From Chapter Two
Radical Awakening

Steve started to practice Zen meditation when he was nineteen. He loved to sit in silence. Although he had many big openings, brief tastes of silence, a voice would always say, "This isn't it, keep going." One night, getting ready for bed, he said to himself, "I'm ready." He was newly married, very happy in every area of his life. He didn't even know what it meant, just, "I'm ready." He went to sleep.

"I woke up in the morning and sat to meditate. I heard the sound of a bird outside. The question spontaneously arose, 'Who hears that sound?' It wasn't a question of my mind. It was as if something questioned itself. I'd never heard such a question. It just spoke itself. 'Who hears that sound?' "

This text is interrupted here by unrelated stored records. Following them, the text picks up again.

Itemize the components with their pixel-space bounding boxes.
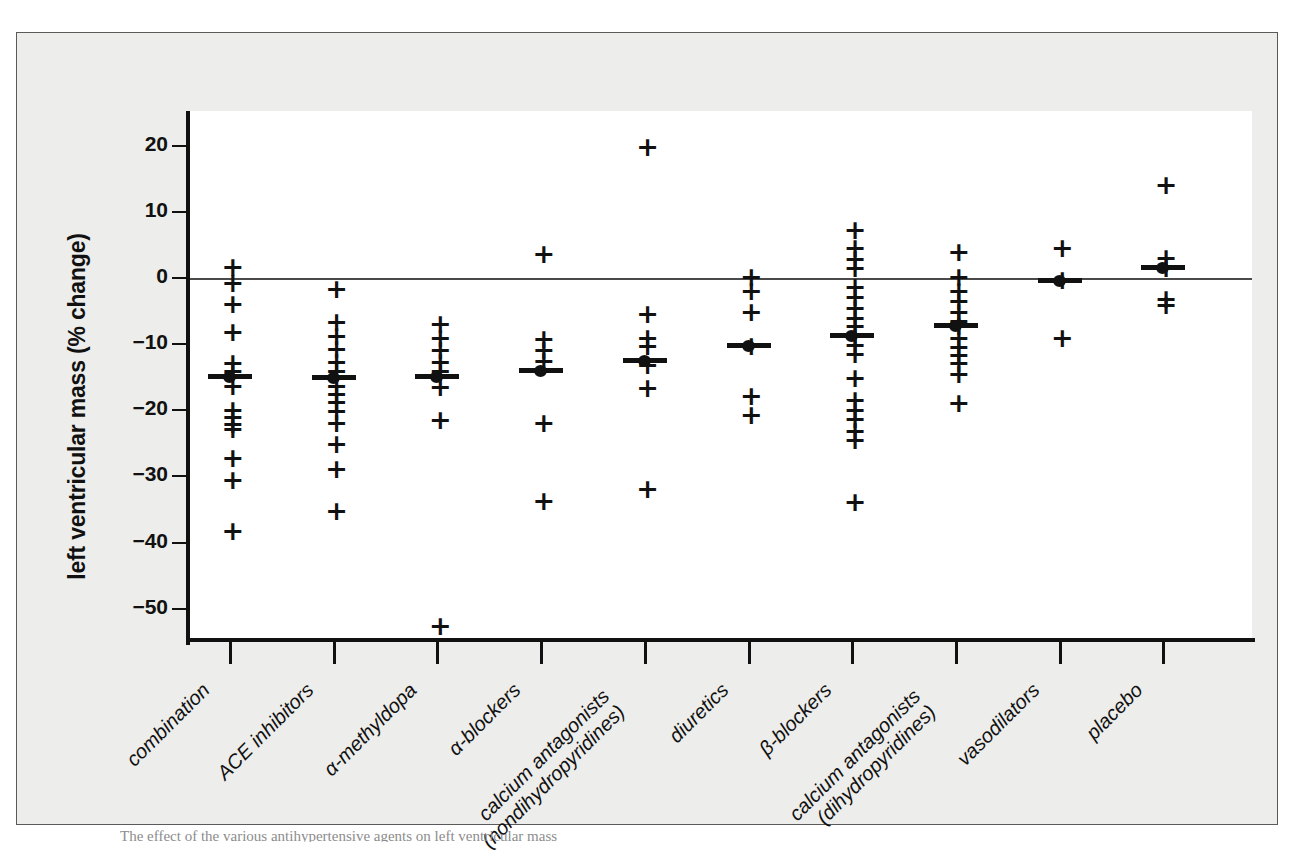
x-axis-category-label: placebo (1082, 679, 1147, 744)
data-point-marker: + (740, 387, 757, 404)
mean-dot (327, 372, 340, 384)
data-point-marker: + (222, 408, 239, 425)
x-axis-tick (851, 642, 854, 664)
data-point-marker: + (636, 329, 653, 346)
data-point-marker: + (1051, 329, 1068, 346)
data-point-marker: + (844, 410, 861, 427)
y-axis-tick-label: 0 (108, 264, 168, 288)
mean-dot (742, 340, 755, 352)
data-point-marker: + (325, 313, 342, 330)
data-point-marker: + (947, 292, 964, 309)
data-point-marker: + (844, 401, 861, 418)
data-point-marker: + (844, 493, 861, 510)
x-axis-tick (1059, 642, 1062, 664)
mean-dot (534, 365, 547, 377)
data-point-marker: + (947, 282, 964, 299)
data-point-marker: + (533, 492, 550, 509)
data-point-marker: + (222, 258, 239, 275)
data-point-marker: + (1051, 239, 1068, 256)
mean-dot (1156, 262, 1169, 274)
x-axis-tick (955, 642, 958, 664)
data-point-marker: + (947, 303, 964, 320)
y-axis-tick (172, 608, 186, 610)
data-point-marker: + (844, 221, 861, 238)
x-axis-category-label: α-methyldopa (320, 679, 421, 780)
data-point-marker: + (844, 259, 861, 276)
y-axis-tick-label: −40 (108, 529, 168, 553)
data-point-marker: + (325, 402, 342, 419)
data-point-marker: + (636, 480, 653, 497)
data-point-marker: + (429, 411, 446, 428)
mean-dot (223, 371, 236, 383)
data-point-marker: + (844, 345, 861, 362)
data-point-marker: + (325, 435, 342, 452)
data-point-marker: + (844, 299, 861, 316)
mean-dot (1053, 275, 1066, 287)
figure-panel: left ventricular mass (% change) 20100−1… (16, 32, 1278, 825)
x-axis-tick (1162, 642, 1165, 664)
data-point-marker: + (325, 353, 342, 370)
data-point-marker: + (947, 346, 964, 363)
data-point-marker: + (222, 274, 239, 291)
y-axis-tick (172, 277, 186, 279)
mean-dot (845, 330, 858, 342)
x-axis-category-label: β-blockers (755, 679, 836, 760)
data-point-marker: + (533, 341, 550, 358)
data-point-marker: + (429, 617, 446, 634)
data-point-marker: + (222, 420, 239, 437)
data-point-marker: + (325, 385, 342, 402)
data-point-marker: + (222, 401, 239, 418)
y-axis-tick-label: 20 (108, 132, 168, 156)
y-axis-tick (172, 475, 186, 477)
data-point-marker: + (429, 315, 446, 332)
data-point-marker: + (947, 268, 964, 285)
y-axis-title-wrapper: left ventricular mass (% change) (45, 93, 85, 613)
zero-reference-line (186, 278, 1252, 280)
data-point-marker: + (844, 391, 861, 408)
data-point-marker: + (740, 406, 757, 423)
data-point-marker: + (429, 341, 446, 358)
data-point-marker: + (844, 288, 861, 305)
x-axis-category-label: ACE inhibitors (213, 679, 318, 784)
data-point-marker: + (222, 295, 239, 312)
data-point-marker: + (325, 502, 342, 519)
y-axis-tick-label: 10 (108, 198, 168, 222)
x-axis-tick (540, 642, 543, 664)
x-axis-category-label: diuretics (665, 679, 733, 747)
data-point-marker: + (533, 414, 550, 431)
data-point-marker: + (636, 138, 653, 155)
y-axis-tick (172, 542, 186, 544)
data-point-marker: + (533, 330, 550, 347)
data-point-marker: + (325, 327, 342, 344)
data-point-marker: + (844, 239, 861, 256)
plot-area: ++++++++++++++++++++++++++++++++++++++++… (186, 111, 1252, 641)
data-point-marker: + (844, 309, 861, 326)
mean-dot (949, 320, 962, 332)
x-axis-category-label: α-blockers (444, 679, 525, 760)
data-point-marker: + (429, 353, 446, 370)
data-point-marker: + (222, 522, 239, 539)
data-point-marker: + (636, 337, 653, 354)
data-point-marker: + (740, 303, 757, 320)
data-point-marker: + (325, 280, 342, 297)
data-point-marker: + (947, 338, 964, 355)
y-axis-tick (172, 409, 186, 411)
data-point-marker: + (740, 268, 757, 285)
data-point-marker: + (222, 415, 239, 432)
data-point-marker: + (636, 379, 653, 396)
data-point-marker: + (429, 329, 446, 346)
data-point-marker: + (947, 354, 964, 371)
y-axis-tick-label: −50 (108, 595, 168, 619)
mean-dot (430, 371, 443, 383)
y-axis-tick-label: −20 (108, 396, 168, 420)
x-axis-tick (748, 642, 751, 664)
x-axis-tick (644, 642, 647, 664)
data-point-marker: + (636, 305, 653, 322)
figure-caption: The effect of the various antihypertensi… (120, 828, 557, 842)
x-axis-line (186, 638, 1255, 642)
y-axis-tick (172, 343, 186, 345)
mean-dot (638, 355, 651, 367)
data-point-marker: + (222, 449, 239, 466)
x-axis-category-label: vasodilators (953, 679, 1044, 770)
x-axis-tick (436, 642, 439, 664)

As soon as the question spoke itself, everything turned upside down and inside out. I was the bird, I was the hearing, and I was the sound. I was all just one thing. All of a sudden there was no more reason to sit, of course. I hopped up. 'I wonder if I am also the stove?' I asked myself. So I walked out into the living room and I looked at the stove. 'I'll be damned, I'm the stove, too!' I realized. And so it went. Like a child, very innocent. I didn't feel 'Wow I've arrived, I've got it, I'm enlightened.' None of that was in my mind. It was just the recognition.

"I opened the bedroom door. Annie was sleeping. And it was the same. 'There I am, I am sleeping.' And then there was the experience of love. I am that, too. I am that love. It was just a childlike investigation of 'I am everything,' but in a very innocent way. In no way spiritual, and in no way holy. In no way hierarchical, just very, very humbling.

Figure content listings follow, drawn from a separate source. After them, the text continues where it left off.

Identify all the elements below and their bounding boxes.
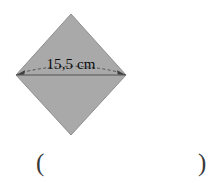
answer-row: ( ) <box>0 148 219 178</box>
dimension-label: 15,5 cm <box>0 56 142 73</box>
rhombus-figure: 15,5 cm ( ) <box>0 0 219 183</box>
answer-open-paren: ( <box>36 148 44 178</box>
answer-close-paren: ) <box>198 148 206 178</box>
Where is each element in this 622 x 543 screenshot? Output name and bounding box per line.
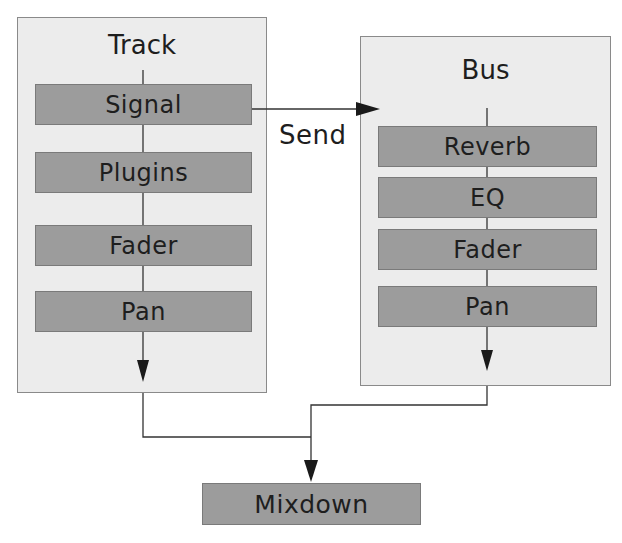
bus-node-pan[interactable]: Pan: [378, 286, 597, 327]
track-node-pan[interactable]: Pan: [35, 291, 252, 332]
track-node-fader[interactable]: Fader: [35, 225, 252, 266]
arrow-down-icon: [304, 460, 318, 482]
connector-lines: [0, 0, 622, 543]
track-node-signal[interactable]: Signal: [35, 84, 252, 125]
arrow-down-icon: [137, 360, 149, 382]
mixdown-node[interactable]: Mixdown: [202, 483, 421, 525]
arrow-down-icon: [481, 350, 493, 371]
bus-node-reverb[interactable]: Reverb: [378, 126, 597, 167]
bus-node-fader[interactable]: Fader: [378, 229, 597, 270]
arrow-right-icon: [356, 102, 380, 116]
bus-node-eq[interactable]: EQ: [378, 177, 597, 218]
track-node-plugins[interactable]: Plugins: [35, 152, 252, 193]
send-label: Send: [279, 120, 346, 150]
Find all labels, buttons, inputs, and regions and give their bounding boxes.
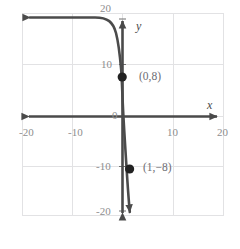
ytick-label-20: 20 <box>100 3 111 14</box>
point-label-1-neg8: (1,−8) <box>143 162 172 174</box>
xtick-label-10: 10 <box>167 127 178 138</box>
ytick-label-neg10: -10 <box>96 161 111 172</box>
y-axis-label: y <box>136 20 141 32</box>
graph-figure: 20 10 -10 -20 -20 -10 0 10 20 y x (0,8) … <box>0 0 240 249</box>
xtick-label-20: 20 <box>217 127 228 138</box>
point-label-0-8: (0,8) <box>139 71 161 83</box>
point-marker-0-8 <box>118 72 127 81</box>
xtick-label-neg10: -10 <box>68 127 83 138</box>
ytick-label-10: 10 <box>101 59 112 70</box>
ytick-label-neg20: -20 <box>96 206 111 217</box>
point-marker-1-neg8 <box>125 164 134 173</box>
origin-label: 0 <box>112 110 118 121</box>
x-axis-label: x <box>207 99 212 111</box>
coordinate-plane-svg <box>0 0 240 249</box>
xtick-label-neg20: -20 <box>19 127 34 138</box>
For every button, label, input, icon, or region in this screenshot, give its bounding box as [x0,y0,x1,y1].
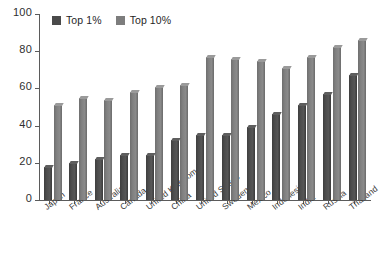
bar-top-face [282,66,292,69]
bar-body [95,159,103,200]
y-axis-tick-mark [35,51,39,52]
bar-top-face [180,83,190,86]
bar [146,155,154,200]
bar-top-face [155,85,165,88]
y-axis-tick-label: 0 [26,192,32,204]
bar [307,57,315,200]
y-axis-tick-mark [35,163,39,164]
bar-body [222,135,230,200]
bar [333,47,341,200]
square-swatch-icon [116,16,125,25]
bar-top-face [307,55,317,58]
bar-body [120,155,128,200]
bar-body [231,59,239,200]
bar-top-face [222,133,232,136]
bar [104,100,112,200]
bar [257,61,265,201]
bar [298,105,306,200]
y-axis-tick-label: 80 [19,43,32,55]
y-axis-tick-label: 20 [19,155,32,167]
y-axis-tick-mark [35,88,39,89]
bar [196,135,204,200]
y-axis-tick-label: 60 [19,80,32,92]
bar-group [142,14,167,200]
bar-body [282,68,290,200]
y-axis-tick: 0 [0,200,39,201]
y-axis-tick: 20 [0,163,39,164]
bar-top-face [120,153,130,156]
bar-group [218,14,243,200]
bar-body [180,85,188,200]
bar-top-face [323,92,333,95]
bar [247,127,255,200]
bar-top-face [196,133,206,136]
bar-body [349,75,357,200]
bar [349,75,357,200]
bar [54,105,62,200]
y-axis-tick-label: 100 [13,6,32,18]
chart-legend: Top 1%Top 10% [52,14,171,26]
bar [44,167,52,200]
square-swatch-icon [52,16,61,25]
bar-body [196,135,204,200]
bar-body [298,105,306,200]
bar-group [319,14,344,200]
bar-top-face [257,59,267,62]
y-axis-tick-mark [35,200,39,201]
bar [272,114,280,200]
bar [130,92,138,200]
bar-group [243,14,268,200]
y-axis-tick: 100 [0,14,39,15]
bar-body [79,98,87,200]
bar-top-face [358,38,368,41]
bar-body [130,92,138,200]
bar [231,59,239,200]
bar [171,140,179,200]
bar [69,163,77,200]
bar-body [358,40,366,200]
bar-top-face [349,73,359,76]
bar-top-face [298,103,308,106]
bar-group [91,14,116,200]
bar-body [69,163,77,200]
bar-group [268,14,293,200]
bar [79,98,87,200]
bar [95,159,103,200]
bar-body [257,61,265,201]
bar-chart: 020406080100 JapanFranceAustraliaCanadaU… [0,0,379,276]
bar-body [333,47,341,200]
bar [282,68,290,200]
bar-top-face [104,98,114,101]
bar-body [54,105,62,200]
bar [358,40,366,200]
bar-body [171,140,179,200]
bar-group [116,14,141,200]
y-axis-tick-label: 40 [19,118,32,130]
y-axis-tick-mark [35,126,39,127]
bar-group [40,14,65,200]
bar-group [65,14,90,200]
bar-body [206,57,214,200]
legend-label: Top 10% [130,14,172,26]
bar-top-face [146,153,156,156]
bar-body [104,100,112,200]
bar-top-face [54,103,64,106]
bar-body [272,114,280,200]
y-axis-tick: 80 [0,51,39,52]
bar-group [345,14,370,200]
bar-top-face [44,165,54,168]
bar-body [323,94,331,200]
bar-body [44,167,52,200]
bar [222,135,230,200]
bar-body [247,127,255,200]
bar [155,87,163,200]
bar-top-face [130,90,140,93]
y-axis-tick: 40 [0,126,39,127]
bar-top-face [79,96,89,99]
bar [323,94,331,200]
bar-body [155,87,163,200]
bar-top-face [206,55,216,58]
legend-item[interactable]: Top 10% [116,14,172,26]
legend-item[interactable]: Top 1% [52,14,102,26]
bars-layer [40,14,370,200]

"About a half an hour later, there was a further waking up, even out of that oneness. There was an awareness of... who knows what? There is something, or nothing, that exists when even an experience of oneness disappeared. Something that remains ever awake."

Over the last twelve years, I have spoken to thousands of people who have had similar moments of a shift of consciousness. These moments have changed who they know themselves to be and the nature of the world around them. While some are notable teachers and writers, the majority are ordinary people leading everyday lives. These breakthrough moments may or may not lead to a sustained transformation, but their increased frequency is remarkable.

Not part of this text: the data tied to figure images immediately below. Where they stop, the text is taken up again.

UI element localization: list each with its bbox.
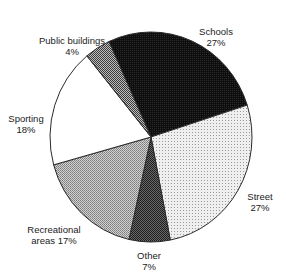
- pie-slices: [50, 32, 252, 242]
- label-recreational-value: areas 17%: [22, 235, 86, 246]
- label-sporting-name: Sporting: [6, 113, 46, 124]
- label-street: Street 27%: [240, 191, 280, 213]
- label-sporting: Sporting 18%: [6, 113, 46, 135]
- label-street-value: 27%: [240, 202, 280, 213]
- label-schools-value: 27%: [190, 37, 242, 48]
- label-street-name: Street: [240, 191, 280, 202]
- label-recreational: Recreational areas 17%: [22, 224, 86, 246]
- label-schools: Schools 27%: [190, 26, 242, 48]
- label-recreational-name: Recreational: [22, 224, 86, 235]
- label-public-buildings-name: Public buildings: [36, 35, 108, 46]
- label-other: Other 7%: [131, 250, 167, 272]
- label-other-value: 7%: [131, 261, 167, 272]
- label-public-buildings: Public buildings 4%: [36, 35, 108, 57]
- label-public-buildings-value: 4%: [36, 46, 108, 57]
- label-schools-name: Schools: [190, 26, 242, 37]
- label-sporting-value: 18%: [6, 124, 46, 135]
- label-other-name: Other: [131, 250, 167, 261]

We will call such a shift in awareness a "radical awakening." It is the moment when you taste reality outside the limiting confines of the mind, when you know yourself to be limitless, much bigger than, yet containing the body, beyond birth and death, eternally free. Despite the activity of thought and feeling, you know yourself to be the silence experiencing that movement. It is the moment when you can intuit the real potential of life, free from the incessant mental machinery of complaint and ambition. A radical awakening often releases a tidal wave of creativity and generosity of spirit, a natural impulse to serve and contribute. In these moments, we know that love is who we are, not something we sometimes feel.

Such an acute glimpse of freedom from the mind is a huge moment. We realize that almost all our suffering is caused by our addiction to untested beliefs. We can, at least temporarily, let go of our preoccupation with fear and desire and have direct contact with what is real, what is present. A radical awakening rips the veil of our preoccupation with a personal life, often so much that we acquire ongoing access to reality as peaceful and infinite, even in the midst of external noise.

Stephan was driving on the freeway when the veil lifted:

Suddenly everything shifted. I was this vast expanse of space, 'Stephan' was in this space; infinitely expanded. Energy was rushing through the body. I had never had powerful energy experiences before. It was a feeling of tremendous empowerment. Everything since then has been contained in that awakening. That initial moment was like a seed. Everything else has grown from that. In the last twelve years it has been like I've been catching up to that awakening and fully experiencing it. There is just this present moment with nobody here. Now it is no longer an experience; it just is, ordinary.